Design it with us — Coquitlam, BC

Turn your eighth anniversary stone into a piece you’ll wear

Bring the year, the stone and a rough budget. Our on-site goldsmith in Coquitlam will design it with you — reset a stone you already own, or build something new around the right gem.

Prefer to talk? Call our studio at (604) 653-6449.

Frequently asked questions

What is the 8th wedding anniversary stone?

Tourmaline. Both the traditional and modern lists name tourmaline for year eight, and some modern guides add tanzanite as an alternative option. Tourmaline is the more common and more flexible choice because it comes in so many colours.

What colours does tourmaline come in?

Almost every colour. Common ones include hot pink, green, blue, and golden brown, and some crystals grow with two colours at once, such as watermelon tourmaline, which is pink in the centre and green around the edge. This range is its main appeal as a gift.

Is tourmaline hard enough for an everyday ring?

Yes, with a sensible setting. Tourmaline is 7 to 7.5 on the Mohs scale, which is fine for daily wear. It's not as tough as sapphire, so a bezel or lower-profile setting that protects the stone is a good idea for a ring worn every day.

How is tanzanite different from tourmaline for an eighth anniversary?

Tanzanite is a violet-blue stone that some modern lists offer as an alternative for year eight. It's noticeably softer and more prone to chipping than tourmaline, so it's better suited to pendants and earrings than to a ring you wear daily.

Can I match tourmaline to my partner's favourite colour?

Yes, and that's the best way to buy it. Because tourmaline comes in nearly every colour, you can pick a stone to match a shade your partner already loves. We can source a tourmaline to match a colour reference you bring in.
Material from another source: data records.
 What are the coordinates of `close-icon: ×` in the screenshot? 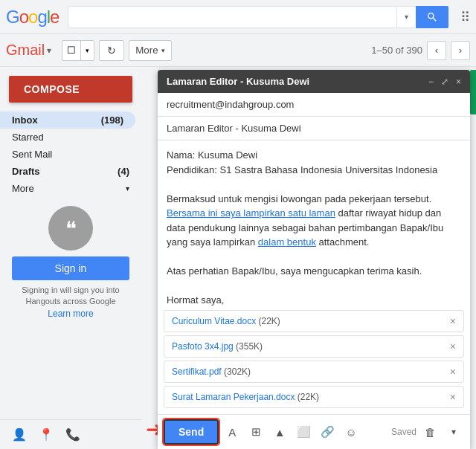 It's located at (458, 82).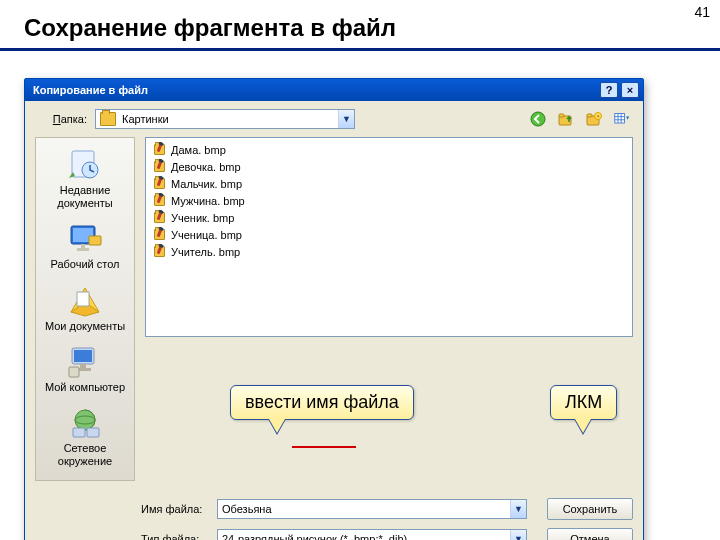  Describe the element at coordinates (85, 165) in the screenshot. I see `recent-icon` at that location.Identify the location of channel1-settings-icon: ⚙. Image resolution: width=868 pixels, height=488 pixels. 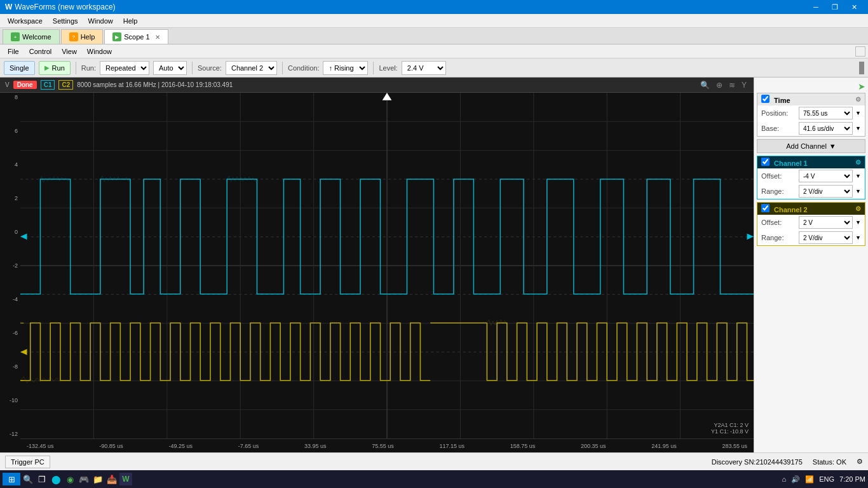
(858, 163).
Is tourmaline a birthstone too?

Yes, tourmaline is one of the birthstones for October. If your partner was born that month, an eighth-anniversary tourmaline piece marks both the anniversary and their birth month in one gift.

Can Vanhess make a custom eighth-anniversary tourmaline piece?

Yes. We design and set tourmaline by hand in our Coquitlam workshop and can source a stone in the exact colour you want, then build the piece around it, rather than limiting you to stock on hand.

How should I clean and store tourmaline?

Use warm water, mild soap and a soft brush. Avoid ultrasonic and steam cleaners, since heat and vibration can affect stones with internal inclusions. Store it separately from harder gems so it doesn't get scratched, and remove rings before heavy manual work.